(Saved entries)
----

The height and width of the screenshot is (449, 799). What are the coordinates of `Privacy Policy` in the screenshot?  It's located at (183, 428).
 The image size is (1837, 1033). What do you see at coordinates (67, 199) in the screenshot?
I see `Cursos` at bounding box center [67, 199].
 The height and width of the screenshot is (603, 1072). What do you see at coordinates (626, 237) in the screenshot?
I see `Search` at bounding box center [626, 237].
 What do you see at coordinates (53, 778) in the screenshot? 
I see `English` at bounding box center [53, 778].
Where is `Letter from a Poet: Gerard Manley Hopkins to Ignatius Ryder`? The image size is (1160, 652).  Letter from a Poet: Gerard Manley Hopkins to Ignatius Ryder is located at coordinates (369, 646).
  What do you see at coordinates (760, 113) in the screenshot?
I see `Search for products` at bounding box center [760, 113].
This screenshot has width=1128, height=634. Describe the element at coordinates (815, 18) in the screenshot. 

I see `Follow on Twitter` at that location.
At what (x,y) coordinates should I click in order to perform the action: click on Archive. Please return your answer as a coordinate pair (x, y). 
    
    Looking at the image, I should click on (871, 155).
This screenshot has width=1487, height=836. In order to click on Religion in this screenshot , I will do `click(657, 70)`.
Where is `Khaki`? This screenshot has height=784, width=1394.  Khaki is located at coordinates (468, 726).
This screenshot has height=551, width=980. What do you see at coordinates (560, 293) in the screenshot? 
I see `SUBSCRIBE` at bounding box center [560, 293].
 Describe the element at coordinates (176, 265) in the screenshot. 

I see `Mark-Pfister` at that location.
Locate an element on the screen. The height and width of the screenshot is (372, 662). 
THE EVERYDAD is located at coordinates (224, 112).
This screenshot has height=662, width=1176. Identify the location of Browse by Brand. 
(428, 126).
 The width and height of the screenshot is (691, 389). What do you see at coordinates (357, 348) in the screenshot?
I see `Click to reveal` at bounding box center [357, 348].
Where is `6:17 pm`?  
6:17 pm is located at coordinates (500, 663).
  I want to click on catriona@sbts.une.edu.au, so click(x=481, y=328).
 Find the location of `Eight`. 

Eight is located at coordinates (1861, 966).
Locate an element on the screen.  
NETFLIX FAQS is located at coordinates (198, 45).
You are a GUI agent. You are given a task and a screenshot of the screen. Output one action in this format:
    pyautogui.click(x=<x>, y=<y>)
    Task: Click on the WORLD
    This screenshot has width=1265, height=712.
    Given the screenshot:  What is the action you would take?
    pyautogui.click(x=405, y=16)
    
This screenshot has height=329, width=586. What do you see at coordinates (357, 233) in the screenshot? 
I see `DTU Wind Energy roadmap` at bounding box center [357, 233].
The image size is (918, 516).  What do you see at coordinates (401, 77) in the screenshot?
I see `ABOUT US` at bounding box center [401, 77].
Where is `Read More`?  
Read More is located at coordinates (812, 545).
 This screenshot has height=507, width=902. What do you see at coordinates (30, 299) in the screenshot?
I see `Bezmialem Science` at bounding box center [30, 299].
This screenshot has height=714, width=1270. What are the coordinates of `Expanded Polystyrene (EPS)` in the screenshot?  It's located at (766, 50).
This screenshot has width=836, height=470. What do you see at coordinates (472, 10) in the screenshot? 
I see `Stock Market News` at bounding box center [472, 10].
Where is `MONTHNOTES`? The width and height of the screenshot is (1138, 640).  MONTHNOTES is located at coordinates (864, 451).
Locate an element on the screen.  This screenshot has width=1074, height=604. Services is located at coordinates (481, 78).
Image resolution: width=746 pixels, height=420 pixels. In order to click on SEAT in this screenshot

----

**TASK OBJECTIVE**
Once more, write out the records exactly as they are.

**SOLVED PROBLEM**
The height and width of the screenshot is (449, 799). What are the coordinates of `Privacy Policy` in the screenshot?  It's located at (183, 428).
 The image size is (1837, 1033). What do you see at coordinates (67, 199) in the screenshot?
I see `Cursos` at bounding box center [67, 199].
 The height and width of the screenshot is (603, 1072). What do you see at coordinates (626, 237) in the screenshot?
I see `Search` at bounding box center [626, 237].
 What do you see at coordinates (53, 778) in the screenshot? 
I see `English` at bounding box center [53, 778].
Where is `Letter from a Poet: Gerard Manley Hopkins to Ignatius Ryder`? The image size is (1160, 652).  Letter from a Poet: Gerard Manley Hopkins to Ignatius Ryder is located at coordinates (369, 646).
  What do you see at coordinates (760, 113) in the screenshot?
I see `Search for products` at bounding box center [760, 113].
This screenshot has width=1128, height=634. Describe the element at coordinates (815, 18) in the screenshot. 

I see `Follow on Twitter` at that location.
At what (x,y) coordinates should I click in order to perform the action: click on Archive. Please return your answer as a coordinate pair (x, y). 
    
    Looking at the image, I should click on (871, 155).
This screenshot has width=1487, height=836. In order to click on Religion in this screenshot , I will do `click(657, 70)`.
Where is `Khaki`? This screenshot has height=784, width=1394.  Khaki is located at coordinates (468, 726).
This screenshot has height=551, width=980. What do you see at coordinates (560, 293) in the screenshot? 
I see `SUBSCRIBE` at bounding box center [560, 293].
 Describe the element at coordinates (176, 265) in the screenshot. 

I see `Mark-Pfister` at that location.
Locate an element on the screen. The height and width of the screenshot is (372, 662). 
THE EVERYDAD is located at coordinates (224, 112).
This screenshot has height=662, width=1176. Identify the location of Browse by Brand. 
(428, 126).
 The width and height of the screenshot is (691, 389). What do you see at coordinates (357, 348) in the screenshot?
I see `Click to reveal` at bounding box center [357, 348].
Where is `6:17 pm`?  
6:17 pm is located at coordinates (500, 663).
  I want to click on catriona@sbts.une.edu.au, so click(x=481, y=328).
 Find the location of `Eight`. 

Eight is located at coordinates (1861, 966).
Locate an element on the screen.  
NETFLIX FAQS is located at coordinates (198, 45).
You are a GUI agent. You are given a task and a screenshot of the screen. Output one action in this format:
    pyautogui.click(x=<x>, y=<y>)
    Task: Click on the WORLD
    This screenshot has width=1265, height=712.
    Given the screenshot:  What is the action you would take?
    pyautogui.click(x=405, y=16)
    
This screenshot has height=329, width=586. What do you see at coordinates (357, 233) in the screenshot? 
I see `DTU Wind Energy roadmap` at bounding box center [357, 233].
The image size is (918, 516).  What do you see at coordinates (401, 77) in the screenshot?
I see `ABOUT US` at bounding box center [401, 77].
Where is `Read More`?  
Read More is located at coordinates (812, 545).
 This screenshot has height=507, width=902. What do you see at coordinates (30, 299) in the screenshot?
I see `Bezmialem Science` at bounding box center [30, 299].
This screenshot has height=714, width=1270. What are the coordinates of `Expanded Polystyrene (EPS)` in the screenshot?  It's located at (766, 50).
This screenshot has width=836, height=470. What do you see at coordinates (472, 10) in the screenshot? 
I see `Stock Market News` at bounding box center [472, 10].
Where is `MONTHNOTES`? The width and height of the screenshot is (1138, 640).  MONTHNOTES is located at coordinates (864, 451).
Locate an element on the screen.  This screenshot has width=1074, height=604. Services is located at coordinates (481, 78).
Image resolution: width=746 pixels, height=420 pixels. In order to click on SEAT in this screenshot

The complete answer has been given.